13 Replies to “A Concern for a Vague Translation in the Lectionary and a Missed Moment for Teaching”

  1. If you know anything about the occult forces running our world, you will suspect that this was done intentionally. One of the worst so-called “mistakes” in Bible versions is where it says “This kind [of evil spirit] can only be driven out by prayer AND FASTING,” but in many translations the “and fasting” part was dropped. I wonder why?!

    Msg. Pope, I hope you’re reading/watching Joshua Charles, Charles Fraune, Daniel O’Connor, James Perloff, Dave McGowan, Jesse Romero, Altiyan Childs (video on Rumble exposing Freemasonry).

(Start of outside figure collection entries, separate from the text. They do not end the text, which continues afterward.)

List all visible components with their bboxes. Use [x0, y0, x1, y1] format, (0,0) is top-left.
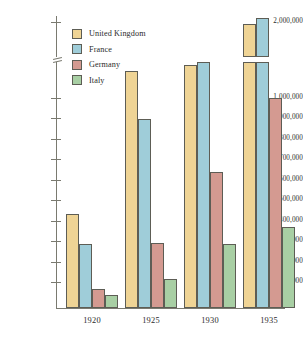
bar-1935-italy — [282, 227, 295, 308]
bar-1920-france — [79, 244, 92, 308]
legend-label: France — [89, 45, 112, 54]
bar-1920-united-kingdom — [66, 214, 79, 308]
bar-1935-united-kingdom-upper — [243, 24, 256, 57]
bar-chart: 100,000 200,000 300,000 400,000 500,000 … — [0, 0, 303, 350]
bar-1930-italy — [223, 244, 236, 308]
y-tick-mark — [51, 118, 61, 119]
y-tick-mark — [51, 22, 61, 23]
y-tick-mark — [51, 200, 61, 201]
y-tick-mark — [51, 282, 61, 283]
bar-1935-france-lower — [256, 62, 269, 308]
bar-1925-united-kingdom — [125, 71, 138, 308]
color-swatch-icon — [72, 60, 82, 70]
legend-item-italy: Italy — [72, 73, 146, 89]
x-tick-label-1920: 1920 — [62, 316, 122, 325]
bar-1925-germany — [151, 243, 164, 308]
legend-item-united-kingdom: United Kingdom — [72, 26, 146, 42]
bar-1935-united-kingdom-lower — [243, 62, 256, 308]
color-swatch-icon — [72, 75, 82, 85]
y-tick-mark — [51, 221, 61, 222]
y-tick-mark — [51, 262, 61, 263]
y-tick-mark — [51, 180, 61, 181]
y-tick-mark — [51, 98, 61, 99]
y-tick-mark — [51, 139, 61, 140]
legend-item-germany: Germany — [72, 57, 146, 73]
chart-legend: United Kingdom France Germany Italy — [72, 26, 146, 88]
bar-1925-france — [138, 119, 151, 308]
color-swatch-icon — [72, 29, 82, 39]
y-tick-mark — [51, 241, 61, 242]
legend-label: Germany — [89, 60, 120, 69]
y-tick-mark — [51, 159, 61, 160]
bar-1920-germany — [92, 289, 105, 308]
color-swatch-icon — [72, 44, 82, 54]
x-tick-label-1925: 1925 — [121, 316, 181, 325]
bar-1925-italy — [164, 279, 177, 308]
legend-label: Italy — [89, 76, 105, 85]
bar-1935-france-upper — [256, 18, 269, 57]
bar-1930-germany — [210, 172, 223, 308]
bar-1935-germany — [269, 98, 282, 308]
bar-1920-italy — [105, 295, 118, 308]
x-tick-label-1935: 1935 — [239, 316, 299, 325]
legend-label: United Kingdom — [89, 29, 146, 38]
bar-1930-united-kingdom — [184, 65, 197, 308]
bar-1930-france — [197, 62, 210, 308]
x-axis-line — [56, 308, 285, 309]
legend-item-france: France — [72, 42, 146, 58]
x-tick-label-1930: 1930 — [180, 316, 240, 325]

    Thanks for your consistent, holy leadership and wonderful Bible exegesis. Happy New Year! Lord Jesus, please guide and strengthen us. Blessed Mother Mary and St. Joseph, pray for us.

  2. Flight. It is not just a term for S. Joseph of Cupertino nor only for the Apostles at Gethsemane.

    I think of the various occasions during Christ’s preaching when he fled, still unscathed, much as did the Israelites teach drill into their children annually how to dine with their loins girt and ready to take flight from Pharoah under the light of a full moon.

    But I think, also, of the occasion where Christ taught elsewise: to stand one’s ground against false accusers, and, moreso, to set one’s face like flint towards certain sacrifice for the sake of others.

    It is a helpful article you share with us today, Msgr. Pope. More than a century of psychoanalytic theory based on the root of the human psyche in libidinal desires has informed the most reductive of understandings of human dignity. It must needs be uprooted and turned to ashes by the furnace.

    What are we if but mere subjects to our lower appetites? No more than animals who have abadoned the gift of intellect, if even that much.

    And, yet, there the first response is to flee. Until that fortification in prayer by which one is called to choose that hill on which one is prepared to die for the sake of turning back that ideological reductive perspective, all too widely imposed in our age, which Freud begat.

    Ecce Crucem Domini …

  3. As far as I am concerned, the Bible is the main cause of problems with Christianity, especially between Catholics and Protestants. Why can’t some Catholic publisher come up with the most literal translation of the Greek and publish it as such. The same holds true for the liturgy and the Creed. For instance, where the Creed says “ Jesus descended into Hell” as opposed to “ the dead”. Too many people get the wrong impression without proper explanation.

  4. Spanish lectionary had fornicar (verb infinitive), fornicacion (noun) and fornica (3rd person singular verb). And, yes, it is a missed opportunity.

    Also, 1 Cor 6:9-12b is only read every other year on a weekday.
    I started my homily simply by “reading from the Bible” this passage as it drives the point home.

  5. Thank you Msgr. Pope,

    I printed this out for my Greek/Latin students here at Our Lady of Walsingham Academy. A wonderful analysis and a great reason to keep educating students in Latin and Greek!

  6. The spiritual, but not religious, translation of St. Paul–unfortunately for English speaking Catholics, in the United States.

  7. Here in Canada, we use the New Revised Standard Version as the scripture translation for our lectionary. The word in 1 Corinthians 6.18 is ‘fornication’ in that translation. Perhaps the USCCB should consider getting a better translation for the lectionary used in Catholic Churches in the U.S.